Human-Assisted Motion Annotation

Ce Liu1   William T. Freeman1   Edward H. Adelson1   Yair Weiss1,2

1CSAIL, MIT      2The Hebrew University of Jerusalem

{celiu,billf,adelson}@csail.mit.edu, yweiss@cs.huji.ac.il

To be presented at CVPR 2008 [pdf]

(a) A frame of a video sequence
(b) User-aided layer segmentation
(c) User-annoated motion
(d) Output of a flow algorithm [2]
Figure 1. We designed a system to allow the user to specify layer configurations and motion hints (b). Our system uses these hints to calculate a dense flow field for each layer. We show that the flow (c) is repeatable and accurate. (d): The output of a representative optical flow algorithm [2], trained on the Yosemite sequence, shows many differences from the labeled ground truth for this and other realistic sequences we have labeled. This indicates the value of our database for training and evaluating optical flow algorithms.

Abstract

    Obtaining ground-truth motion for arbitrary, real-world video sequences is a challenging but important task for both algorithm evaluation and model design. Existing groundtruth databases are either synthetic, such as the Yosemite sequence, or limited to indoor, experimental setups, such as the database developed in [1]. We propose a human-inloop methodology to create a ground-truth motion database for the videos taken with ordinary cameras in both indoor and outdoor scenes, using the fact that human beings are experts at segmenting objects and inspecting the match between two frames. We designed an interactive computer vision system to allow a user to efficiently annotate motion. Our methodology is cross-validated by showing that human annotated motion is repeatable, consistent across annotators, and close to the ground truth obtained by [1]. Using our system, we collected and annotated 10 indoor and outdoor real-world videos to form a ground-truth motion database. The source code, annotation tool and database is online for public evaluation and benchmarking.

What is motion?

Motion can be the physical movement of pixels or human percept. Can we rely on human perception of motion for motion annotation? Hope this page of "what is motion" can make you think about it.

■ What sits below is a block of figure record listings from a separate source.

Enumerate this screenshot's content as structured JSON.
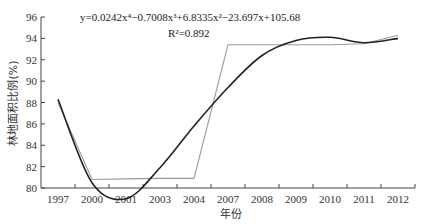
{
  "chart_data": {
    "type": "line",
    "title": "",
    "xlabel": "年份",
    "ylabel": "林地面积比例(%)",
    "ylim": [
      80,
      96
    ],
    "yticks": [
      80,
      82,
      84,
      86,
      88,
      90,
      92,
      94,
      96
    ],
    "categories": [
      "1997",
      "2000",
      "2001",
      "2003",
      "2004",
      "2007",
      "2008",
      "2009",
      "2010",
      "2011",
      "2012"
    ],
    "series": [
      {
        "name": "林地面积比例",
        "style": "gray-polyline",
        "color": "#9a9a9a",
        "values": [
          88.0,
          80.8,
          80.85,
          80.9,
          80.9,
          93.4,
          93.4,
          93.4,
          93.4,
          93.5,
          94.3
        ]
      },
      {
        "name": "多项式趋势线",
        "style": "black-smooth",
        "color": "#222222",
        "values": [
          88.3,
          80.5,
          79.0,
          81.9,
          85.8,
          89.4,
          92.4,
          93.8,
          94.1,
          93.6,
          94.0
        ]
      }
    ],
    "annotations": {
      "equation": "y=0.0242x⁴−0.7008x³+6.8335x²−23.697x+105.68",
      "r_squared": "R²=0.892"
    },
    "grid": false,
    "legend": "none"
  }
}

Download the code and database

Layer segmentation and motion annotation tools are separated because many people only want to use the layer segmentation tool. These two systems were coded using Visual Studio 2005 and Qt 4.3 under gpl license. You can download the source code and binary (compiled and run in Windows Vista) for the two systems. I am still in the process of writing a detailed readme.

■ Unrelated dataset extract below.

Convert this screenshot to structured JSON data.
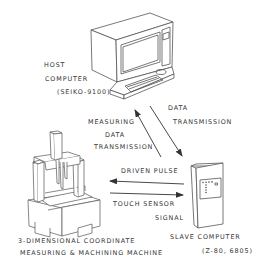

    Layer segmentation: LayerAnnotationSource.zip, LayerAnnotationBinary.zip

    Motion annotation: MotionGroundTruthSource.zip, MotionGroundTruthBinary.zip

The demos of how to use these two systems are shown below

Here you can download some videos and the annotated flow.

Table (54MB)
Toy (166MB)
Hand (249MB)
Cameramotion (155MB)
Fish (295MB)

Here you can download the zip file of layer segmentation and MATLAB files for loading layer information [download].

Interface

Figure 2. A screen shot of our motion annotation system.

Motion statistics

 Now that we have sufficient realistic, ground-truth motion data, as a side effect, we can learn the statistics of realistic motion fields. These statistics can lead to more accurate prior of flow fields and help to improve flow estimation algorithms [3]. We computed the marginal and joint statistics of the ground-truth flow in our database and displayed the log histograms in Figure 3. In (a) and (b), the marginal of u (horizontal flow) is flatter than that of v (vertical flow), indicating that horizontal motion dominates vertical. As shown in (b) and (i), the marginal of v is asymmetric, and there are more pixels falling down than going up (due to gravity). The marginals of the 1st-order derivatives of the flows are sparse, as shown in (c) to (f). Unlike the marginals of synthetic flow fields [3], our statistics show that the vertical flow is sparser than the horizontal flow, consistent with the fact that horizontal motion has a larger range. The temporal derivatives of the flow are not as sparse as the spatial ones, as depicted in (g) and (h). The joint histogram in (j) suggests that horizontal and vertical motion are likely to increase or decrease together temporally. The joint histograms in (k) and (l) reveal that the discontinuities of the flow are isotropic. At motion discontinuities, the change of vertical motion may dominate the change of horizontal motion, and vice versa, as shown in (m) and (n).

Figure 3. The marginal ((a)∼(h)) and joint ((i)∼(n)) statistics of the ground-truth optical flow in our database (log histogram).

References

[1] S. Baker, D. Scharstein, J. Lewis, S. Roth, M. J. Black, and R. Szeliski. A database and evaluation methodology for optical flow. In Proc. ICCV, 2007.
[2] A. Bruhn, J.Weickert and C. Schn¨orr. Lucas/Kanade meets Horn/Schunk: combining local and global optical flow methods. IJCV, 61(3):211–231, 2005.
[3] S. Roth and M. Black. On the spatial statistics of optical flow. IJCV, 74(1):33–50, 2007.